New Tool Discerns Diabetes Patients At Risk For Hypoglycemic Emergencies
A practical tool for identifying individuals at risk of needing medical attention for severe hypoglycemia has been developed by a team of researchers.
Though treatment advances have improved long term outcomes for people with diabetes, patients sometimes develop dangerously low blood sugar levels when on diabetes medications, particularly after exercising strenuously or missing a meal.
Hypoglycemia is currently one of the most common adverse events for individuals with type 2 diabetes; those with a long history of the condition are especially susceptible. The new tool developed by Kaiser Permanente investigators is designed to reduce the frequency of these events.
The new tool was developed by gathering data from 200,000 people with type 2 diabetes. The researchers then used machine-learning analytical methods to create a program that predicts a patient’s 12-month risk for severe hypoglycemia.
The program’s prediction is based on a person’s number of earlier hypoglycemia-related emergency medical visits, insulin use, sulfonylurea use, presence of severe kidney-disease, the number of any-reason emergency room visits in the past year, and age.
Using this information the program categorizes patients according to a high, intermediate, or low risk for needing hypoglycemia-related emergency services (e.g., ER visit, hospital stay). The tool was subsequently validated with data from more than 1.3 million U.S. Veterans Health Administration members and almost 15,000 Kaiser Permanente members with type 2 diabetes.
Development was funded by the U.S. Food and Drug Administration, and the tool’s effectiveness for increasing patient safety and awareness is currently being examined by several public and private health care systems, such as the Centers for Medicare and Medicaid Services, Mayo Clinic, and Kaiser Permanente.
“This work is an example of how federal agencies can work with private researchers to reduce preventable adverse drug events,” said John Whyte, M.D., MPH, Director of Professional Affairs and Stakeholder Engagement for the FDA. “The goal is to identify the patients who are at highest hypoglycemic risk, so that health care providers can focus their attention on the specific needs of these patients and reduce preventable hypoglycemia harm.”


Assigned task:
Return each line of the data below exactly, omitting any pictures.

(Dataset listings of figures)

<<<<

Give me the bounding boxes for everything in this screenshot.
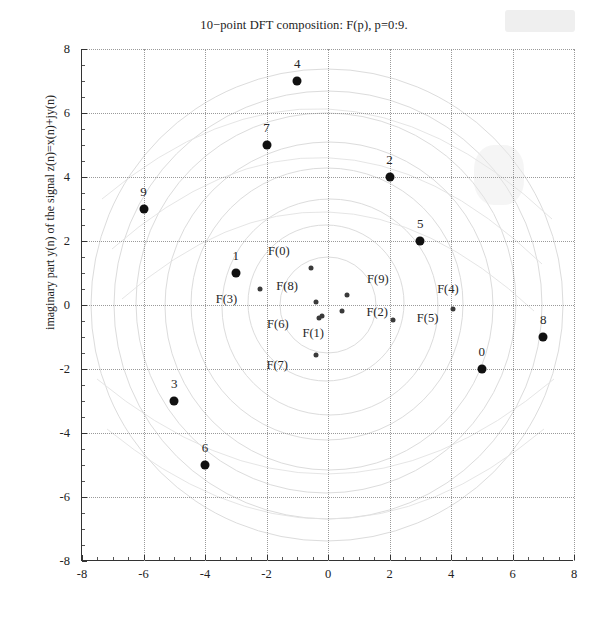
y-minor-tick bbox=[82, 129, 85, 130]
dft-coefficient-label: F(3) bbox=[216, 291, 238, 306]
y-minor-tick bbox=[82, 529, 85, 530]
y-axis-label: imaginary part y(n) of the signal z(n)=x… bbox=[43, 38, 58, 388]
dft-coefficient-marker bbox=[450, 306, 455, 311]
x-tick bbox=[144, 555, 145, 560]
sample-point-label: 7 bbox=[263, 120, 270, 136]
y-tick bbox=[82, 177, 87, 178]
y-gridline bbox=[82, 49, 574, 50]
y-minor-tick bbox=[82, 65, 85, 66]
x-tick-label: -4 bbox=[200, 567, 210, 582]
sample-point-marker bbox=[385, 173, 394, 182]
x-minor-tick bbox=[343, 557, 344, 560]
sample-point-marker bbox=[262, 141, 271, 150]
dft-coefficient-label: F(2) bbox=[366, 305, 388, 320]
x-gridline bbox=[513, 49, 514, 561]
plot-area: -8-6-4-202468-8-6-4-2024680123456789F(0)… bbox=[81, 49, 573, 561]
y-minor-tick bbox=[82, 257, 85, 258]
x-gridline bbox=[205, 49, 206, 561]
x-minor-tick bbox=[543, 557, 544, 560]
y-tick-label: 6 bbox=[64, 106, 70, 121]
x-minor-tick bbox=[497, 557, 498, 560]
x-tick bbox=[390, 555, 391, 560]
dft-coefficient-marker bbox=[313, 352, 318, 357]
sample-point-label: 8 bbox=[540, 312, 547, 328]
y-tick bbox=[82, 369, 87, 370]
dft-coefficient-marker bbox=[391, 318, 396, 323]
x-minor-tick bbox=[236, 557, 237, 560]
y-minor-tick bbox=[82, 225, 85, 226]
x-tick-label: -8 bbox=[77, 567, 87, 582]
y-minor-tick bbox=[82, 513, 85, 514]
x-minor-tick bbox=[482, 557, 483, 560]
x-minor-tick bbox=[374, 557, 375, 560]
x-minor-tick bbox=[559, 557, 560, 560]
y-minor-tick bbox=[82, 449, 85, 450]
x-tick-label: 0 bbox=[325, 567, 331, 582]
x-minor-tick bbox=[128, 557, 129, 560]
y-tick bbox=[82, 561, 87, 562]
x-minor-tick bbox=[420, 557, 421, 560]
y-tick bbox=[82, 241, 87, 242]
sample-point-label: 6 bbox=[202, 440, 209, 456]
sample-point-label: 9 bbox=[140, 184, 147, 200]
x-tick-label: 2 bbox=[386, 567, 392, 582]
sample-point-marker bbox=[539, 333, 548, 342]
dft-coefficient-marker bbox=[309, 266, 314, 271]
dft-coefficient-label: F(6) bbox=[267, 317, 289, 332]
y-tick bbox=[82, 433, 87, 434]
y-tick bbox=[82, 49, 87, 50]
sample-point-label: 5 bbox=[417, 216, 424, 232]
y-gridline bbox=[82, 369, 574, 370]
sample-point-label: 2 bbox=[386, 152, 393, 168]
y-minor-tick bbox=[82, 545, 85, 546]
x-minor-tick bbox=[159, 557, 160, 560]
y-minor-tick bbox=[82, 161, 85, 162]
y-tick bbox=[82, 113, 87, 114]
sample-point-marker bbox=[201, 461, 210, 470]
x-gridline bbox=[390, 49, 391, 561]
sample-point-marker bbox=[170, 397, 179, 406]
x-tick-label: 4 bbox=[448, 567, 454, 582]
x-tick bbox=[513, 555, 514, 560]
sample-point-marker bbox=[416, 237, 425, 246]
y-tick-label: -4 bbox=[60, 426, 70, 441]
y-tick-label: 8 bbox=[64, 42, 70, 57]
dft-composition-figure: 10−point DFT composition: F(p), p=0:9. i… bbox=[0, 0, 608, 620]
dft-coefficient-marker bbox=[339, 309, 344, 314]
x-gridline bbox=[328, 49, 329, 561]
y-gridline bbox=[82, 305, 574, 306]
y-minor-tick bbox=[82, 353, 85, 354]
sample-point-label: 0 bbox=[479, 344, 486, 360]
x-minor-tick bbox=[174, 557, 175, 560]
dft-coefficient-label: F(9) bbox=[367, 271, 389, 286]
dft-coefficient-marker bbox=[314, 300, 319, 305]
y-minor-tick bbox=[82, 385, 85, 386]
x-minor-tick bbox=[282, 557, 283, 560]
y-minor-tick bbox=[82, 417, 85, 418]
y-minor-tick bbox=[82, 465, 85, 466]
y-minor-tick bbox=[82, 193, 85, 194]
y-minor-tick bbox=[82, 321, 85, 322]
y-gridline bbox=[82, 241, 574, 242]
x-minor-tick bbox=[436, 557, 437, 560]
x-tick bbox=[451, 555, 452, 560]
y-tick-label: 2 bbox=[64, 234, 70, 249]
scan-artifact-top-right bbox=[505, 10, 575, 32]
y-gridline bbox=[82, 113, 574, 114]
x-gridline bbox=[144, 49, 145, 561]
dft-coefficient-label: F(0) bbox=[268, 243, 290, 258]
x-tick bbox=[205, 555, 206, 560]
x-tick bbox=[328, 555, 329, 560]
y-minor-tick bbox=[82, 145, 85, 146]
x-tick bbox=[574, 555, 575, 560]
sample-point-marker bbox=[477, 365, 486, 374]
x-minor-tick bbox=[359, 557, 360, 560]
sample-point-marker bbox=[139, 205, 148, 214]
dft-coefficient-label: F(7) bbox=[266, 358, 288, 373]
sample-point-label: 4 bbox=[294, 56, 301, 72]
x-minor-tick bbox=[113, 557, 114, 560]
dft-coefficient-marker bbox=[345, 292, 350, 297]
x-tick-label: 8 bbox=[571, 567, 577, 582]
y-tick-label: -8 bbox=[60, 554, 70, 569]
x-tick bbox=[82, 555, 83, 560]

>>>>

Problem solution:
Give me the bounding boxes for everything in this screenshot.
y-minor-tick bbox=[82, 129, 85, 130]
dft-coefficient-label: F(3) bbox=[216, 291, 238, 306]
y-minor-tick bbox=[82, 529, 85, 530]
y-axis-label: imaginary part y(n) of the signal z(n)=x… bbox=[43, 38, 58, 388]
dft-coefficient-marker bbox=[450, 306, 455, 311]
x-tick bbox=[144, 555, 145, 560]
sample-point-label: 7 bbox=[263, 120, 270, 136]
y-tick bbox=[82, 177, 87, 178]
y-gridline bbox=[82, 49, 574, 50]
y-minor-tick bbox=[82, 65, 85, 66]
x-tick-label: -4 bbox=[200, 567, 210, 582]
sample-point-marker bbox=[385, 173, 394, 182]
x-minor-tick bbox=[343, 557, 344, 560]
sample-point-marker bbox=[262, 141, 271, 150]
dft-coefficient-label: F(2) bbox=[366, 305, 388, 320]
x-gridline bbox=[513, 49, 514, 561]
plot-area: -8-6-4-202468-8-6-4-2024680123456789F(0)… bbox=[81, 49, 573, 561]
y-minor-tick bbox=[82, 257, 85, 258]
x-gridline bbox=[205, 49, 206, 561]
x-minor-tick bbox=[543, 557, 544, 560]
y-tick-label: 6 bbox=[64, 106, 70, 121]
x-minor-tick bbox=[497, 557, 498, 560]
x-tick bbox=[390, 555, 391, 560]
dft-coefficient-marker bbox=[313, 352, 318, 357]
sample-point-label: 8 bbox=[540, 312, 547, 328]
y-tick bbox=[82, 369, 87, 370]
dft-coefficient-marker bbox=[391, 318, 396, 323]
x-minor-tick bbox=[236, 557, 237, 560]
y-minor-tick bbox=[82, 225, 85, 226]
x-tick-label: -8 bbox=[77, 567, 87, 582]
y-minor-tick bbox=[82, 513, 85, 514]
x-minor-tick bbox=[482, 557, 483, 560]
x-minor-tick bbox=[374, 557, 375, 560]
x-minor-tick bbox=[559, 557, 560, 560]
y-minor-tick bbox=[82, 449, 85, 450]
x-tick-label: 0 bbox=[325, 567, 331, 582]
x-minor-tick bbox=[128, 557, 129, 560]
y-tick bbox=[82, 561, 87, 562]
x-minor-tick bbox=[420, 557, 421, 560]
y-tick bbox=[82, 241, 87, 242]
sample-point-label: 6 bbox=[202, 440, 209, 456]
sample-point-label: 9 bbox=[140, 184, 147, 200]
x-tick-label: 2 bbox=[386, 567, 392, 582]
sample-point-marker bbox=[539, 333, 548, 342]
dft-coefficient-marker bbox=[309, 266, 314, 271]
dft-coefficient-label: F(6) bbox=[267, 317, 289, 332]
y-tick bbox=[82, 433, 87, 434]
y-tick bbox=[82, 49, 87, 50]
sample-point-label: 5 bbox=[417, 216, 424, 232]
y-gridline bbox=[82, 369, 574, 370]
sample-point-label: 2 bbox=[386, 152, 393, 168]
y-minor-tick bbox=[82, 545, 85, 546]
x-minor-tick bbox=[159, 557, 160, 560]
y-minor-tick bbox=[82, 161, 85, 162]
y-tick bbox=[82, 113, 87, 114]
sample-point-marker bbox=[201, 461, 210, 470]
x-gridline bbox=[390, 49, 391, 561]
sample-point-marker bbox=[170, 397, 179, 406]
x-tick-label: 4 bbox=[448, 567, 454, 582]
x-tick bbox=[513, 555, 514, 560]
sample-point-marker bbox=[416, 237, 425, 246]
y-tick-label: -4 bbox=[60, 426, 70, 441]
y-tick-label: 8 bbox=[64, 42, 70, 57]
dft-composition-figure: 10−point DFT composition: F(p), p=0:9. i… bbox=[0, 0, 608, 620]
dft-coefficient-marker bbox=[339, 309, 344, 314]
x-gridline bbox=[328, 49, 329, 561]
y-gridline bbox=[82, 305, 574, 306]
y-minor-tick bbox=[82, 353, 85, 354]
sample-point-label: 0 bbox=[479, 344, 486, 360]
x-minor-tick bbox=[174, 557, 175, 560]
dft-coefficient-label: F(9) bbox=[367, 271, 389, 286]
dft-coefficient-marker bbox=[314, 300, 319, 305]
y-minor-tick bbox=[82, 385, 85, 386]
x-minor-tick bbox=[282, 557, 283, 560]
y-minor-tick bbox=[82, 417, 85, 418]
y-minor-tick bbox=[82, 465, 85, 466]
y-minor-tick bbox=[82, 193, 85, 194]
y-minor-tick bbox=[82, 321, 85, 322]
y-gridline bbox=[82, 241, 574, 242]
x-minor-tick bbox=[436, 557, 437, 560]
x-tick bbox=[451, 555, 452, 560]
y-tick-label: 2 bbox=[64, 234, 70, 249]
scan-artifact-top-right bbox=[505, 10, 575, 32]
y-gridline bbox=[82, 113, 574, 114]
x-gridline bbox=[144, 49, 145, 561]
dft-coefficient-label: F(0) bbox=[268, 243, 290, 258]
x-tick bbox=[205, 555, 206, 560]
x-tick bbox=[328, 555, 329, 560]
y-minor-tick bbox=[82, 145, 85, 146]
x-tick bbox=[574, 555, 575, 560]
sample-point-marker bbox=[477, 365, 486, 374]
x-minor-tick bbox=[359, 557, 360, 560]
sample-point-marker bbox=[139, 205, 148, 214]
dft-coefficient-label: F(7) bbox=[266, 358, 288, 373]
sample-point-label: 4 bbox=[294, 56, 301, 72]
x-minor-tick bbox=[113, 557, 114, 560]
dft-coefficient-marker bbox=[345, 292, 350, 297]
x-tick-label: 8 bbox=[571, 567, 577, 582]
y-tick-label: -8 bbox=[60, 554, 70, 569]
x-tick bbox=[82, 555, 83, 560]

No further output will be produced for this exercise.